Autonomous Driving: Still Not Ready For Prime Time

Published on November 26, 2015 in Blog by Benjamin Hunting

Autonomous driving technology is currently all the rage in the automotive industry, but it's important to understand that, like hydrogen fuel, we're currently years away from its widespread implementation - and will likely remain years away for decades. There are so many factors working against self-driving cars that they seem likely to exist solely as touchpoints for high-tech fetishists for the foreseeable future.

A recent visit to Kia's research and development center in Namyang, Korea, illustrated this point. I was given the opportunity to be a passenger in a prototype version of the Kia Soul EV, an electric vehicle that had been upgraded with a suite of experimental autonomous technologies. I want to note that this car was not capable of fully autonomous driving - it was instead outfitted with several different features that offered autonomous capability under human supervision. Even still, I was not permitted to sit in the driver's seat, as a Kia engineer chaperoned throughout the drive.

The demonstration involved several different autonomous systems, including an impressive cruise control feature that not only braked the Soul EV automatically when it came up upon a slower moving car, but also checked the lane to the left for traffic, activated the turn signal, then steered the crossover to pass the poky driver in front before returning to its original lane. However, of the various systems we were shown, one of them - the ability to follow the vehicle driving ahead of the Soul EV, even as it executed a sharp, low-speed turn - simply didn't work no matter what the engineer tried to do make it engage.

Herein lies the issue. Roughly 75 percent of the autonomous technologies that had been specifically prepared for this closed course demonstration worked. That might be a passing grade in college, but in the real world, true autonomous driving has to be 110 percent effective or it's not going to cut it. Your brakes don't work only 75 percent of the time. Neither do your seatbelts. Until the tech has advanced to the point where snow, salt, ice, dirt, grime, darkness, or a butterfly flapping its wings in Seoul have no effect on its reliability, we're always going to be a few years away from fully autonomous cars.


**Aim of the exercise:** Only one stretch of the records below should be repeated. It starts with the line containing "Find the location" and goes on through the line containing "Locate an element", exactly as written.

**Provided entries:**
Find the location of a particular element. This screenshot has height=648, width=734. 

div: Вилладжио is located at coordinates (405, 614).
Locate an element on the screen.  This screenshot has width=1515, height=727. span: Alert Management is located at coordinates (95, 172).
--
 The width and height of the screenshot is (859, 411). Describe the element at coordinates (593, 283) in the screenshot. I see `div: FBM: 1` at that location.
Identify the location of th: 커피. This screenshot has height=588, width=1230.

**Task result:**
Find the location of a particular element. This screenshot has height=648, width=734. 

div: Вилладжио is located at coordinates (405, 614).
Locate an element on the screen.  This screenshot has width=1515, height=727. span: Alert Management is located at coordinates (95, 172).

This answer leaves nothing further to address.